The Congress’s precipitous defeat in the Lok Sabha election has many top leaders of the party wondering if it will still be around or whether the Bharatiya Janata Party has attained its objective of ‘Congress-mukt Bharat’. The party that hovered around 50 seats, marginally more than the 45 in the last Lok Sabha, managed to get seats primarily in Punjab and south India (four in Telangana, eight in Tamil Nadu and 19 in Kerala).

“We seriously have to introspect. It is time for a complete organisational overhaul,” said a party contestant from Tamil Nadu, who was leading his rivals. The party had to deny speculation that Congress president Rahul Gandhi had offered his resignation as party president.

 

“The reports are incorrect,” said spokesperson Randeep Singh Surjewala. When asked on fixing responsibility for the loss, Rahul said: “This is between my party and me. Between me and the Congress Working Committee.”

-- INDIA DECIDES

The sobering fact for the Congress is that everywhere it managed to win in the south, it was part of an alliance -- it did not win anywhere on its own steam. In Tamil Nadu, the Dravida Munnetra Kazhagam helped the party. In Kerala, it led the United Democratic Front. Being part of the mahagathbandhan in Bihar did not help it -- the party won a single seat. Only in Punjab did the party report a handsome victory on its own.

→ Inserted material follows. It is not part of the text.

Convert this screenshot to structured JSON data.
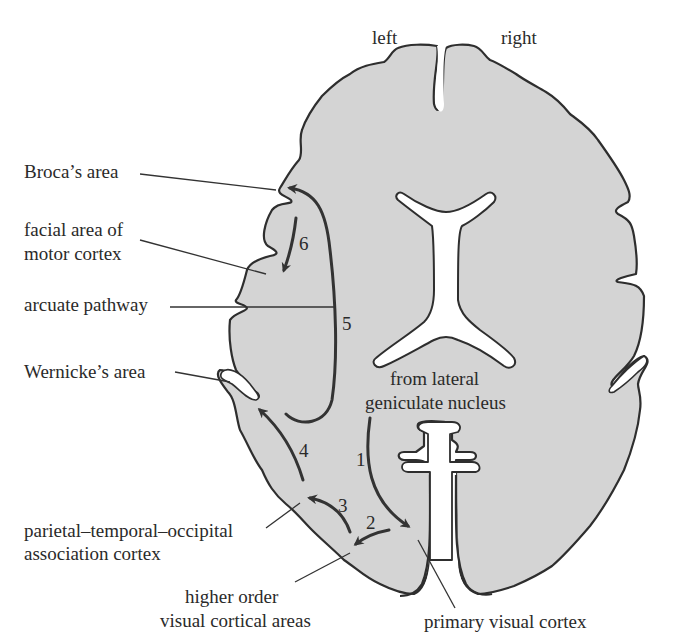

The party is now terribly afraid that it will lose at least two of its state governments -- one in Karnataka and the other in Madhya Pradesh -- as it has a wafer-thin majority in both states.

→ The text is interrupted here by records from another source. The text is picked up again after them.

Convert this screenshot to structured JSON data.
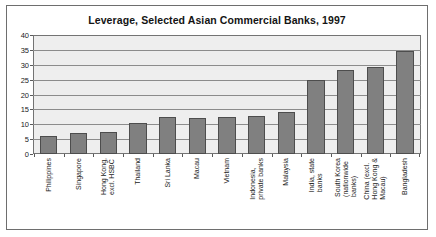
{
  "chart_data": {
    "type": "bar",
    "title": "Leverage, Selected Asian Commercial Banks, 1997",
    "xlabel": "",
    "ylabel": "",
    "ylim": [
      0,
      40
    ],
    "yticks": [
      0,
      5,
      10,
      15,
      20,
      25,
      30,
      35,
      40
    ],
    "grid": true,
    "legend": "none",
    "bar_color": "#808080",
    "bar_edge_color": "#4d4d4d",
    "plot_background": "#eeeeee",
    "categories": [
      "Philippines",
      "Singapore",
      "Hong Kong,\nexcl. HSBC",
      "Thailand",
      "Sri Lanka",
      "Macau",
      "Vietnam",
      "Indonesia,\nprivate banks",
      "Malaysia",
      "India, state\nbanks",
      "South Korea\n(nationwide\nbanks)",
      "China (excl.\nHong Kong &\nMacau)",
      "Bangladesh"
    ],
    "values": [
      6,
      7,
      7.5,
      10.5,
      12.3,
      12.2,
      12.5,
      12.7,
      14,
      25,
      28.2,
      29.3,
      34.7
    ]
  }
}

In the 2018 Karnataka assembly election, having won 104 seats, the BJP failed to secure a majority (113 seats out of a total of 224 in the assembly). As a result, the Janata Dal-Secular with 38 seats and the Congress with 77 seats came together to form the government. According to this deal, H D Kumaraswamy became the chief minister. It needs just nine MLAs to cross the floor and topple the government. In Madhya Pradesh, the majority margin is even lower with the difference between the Congress and the BJP being just five MLAs.

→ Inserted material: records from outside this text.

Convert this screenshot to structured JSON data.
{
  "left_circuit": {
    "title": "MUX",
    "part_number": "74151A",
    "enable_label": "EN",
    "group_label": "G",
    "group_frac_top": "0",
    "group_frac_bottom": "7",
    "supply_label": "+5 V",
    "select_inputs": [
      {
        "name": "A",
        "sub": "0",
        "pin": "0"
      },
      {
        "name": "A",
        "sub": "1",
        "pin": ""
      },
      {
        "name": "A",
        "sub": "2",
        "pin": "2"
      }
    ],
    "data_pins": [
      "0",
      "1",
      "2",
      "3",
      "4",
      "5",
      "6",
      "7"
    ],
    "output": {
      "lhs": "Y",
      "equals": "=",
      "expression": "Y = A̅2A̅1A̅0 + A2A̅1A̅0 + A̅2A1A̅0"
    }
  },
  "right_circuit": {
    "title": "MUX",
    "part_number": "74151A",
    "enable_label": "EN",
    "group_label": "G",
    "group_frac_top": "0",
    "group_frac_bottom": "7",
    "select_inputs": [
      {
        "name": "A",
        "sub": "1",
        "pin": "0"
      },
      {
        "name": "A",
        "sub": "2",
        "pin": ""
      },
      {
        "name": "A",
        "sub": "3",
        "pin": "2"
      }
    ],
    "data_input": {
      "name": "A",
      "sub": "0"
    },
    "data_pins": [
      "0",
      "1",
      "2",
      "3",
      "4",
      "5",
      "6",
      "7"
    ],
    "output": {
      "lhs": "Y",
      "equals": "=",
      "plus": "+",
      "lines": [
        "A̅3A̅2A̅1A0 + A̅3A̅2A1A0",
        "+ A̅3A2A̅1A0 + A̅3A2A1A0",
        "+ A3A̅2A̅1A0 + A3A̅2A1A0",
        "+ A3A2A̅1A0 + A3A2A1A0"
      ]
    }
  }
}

The losers are so many it is hard to count. Apart from Rahul Gandhi himself losing from Amethi (the party’s lone winner in Uttar Pradesh was Sonia Gandhi from Rae Bareli), the party’s entire top leadership in Karnataka (including the former leader of the Opposition Mallikarjun Kharge and senior leaders like B K Hariprasad) were defeated. In Madhya Pradesh, its former chief minister Digvijaya Singh lost from Bhopal as did Jyotiraditya Scindia from Guna. Scindia was considered so influential that he was also made party in charge of western UP.

The party fielded Priyanka Gandhi Vadra as its scout in eastern UP. Her political influence appears to have been minimal.

The party has been wiped out in Maharashtra and despite reporting earlier gains in Gujarat, it has not been able to win a single seat there. It did not report any victories from Himachal Pradesh or Uttarakhand. Though it won from three seats in Assam, Sushmita Dev, the charismatic Mahila Congress chief who contested from Silchar, came second.

The party will no doubt set up a committee to understand why it lost the elections. In 2007, then party president Sonia Gandhi had set up the committee to address future challenges.

The panel which included big names as members, including Sam Pitroda, continues to have a presence - on the website of the party. The leadership might think of reviving it now in the face of its defeat and looming elections in Maharashtra and Haryana due at the end of the year.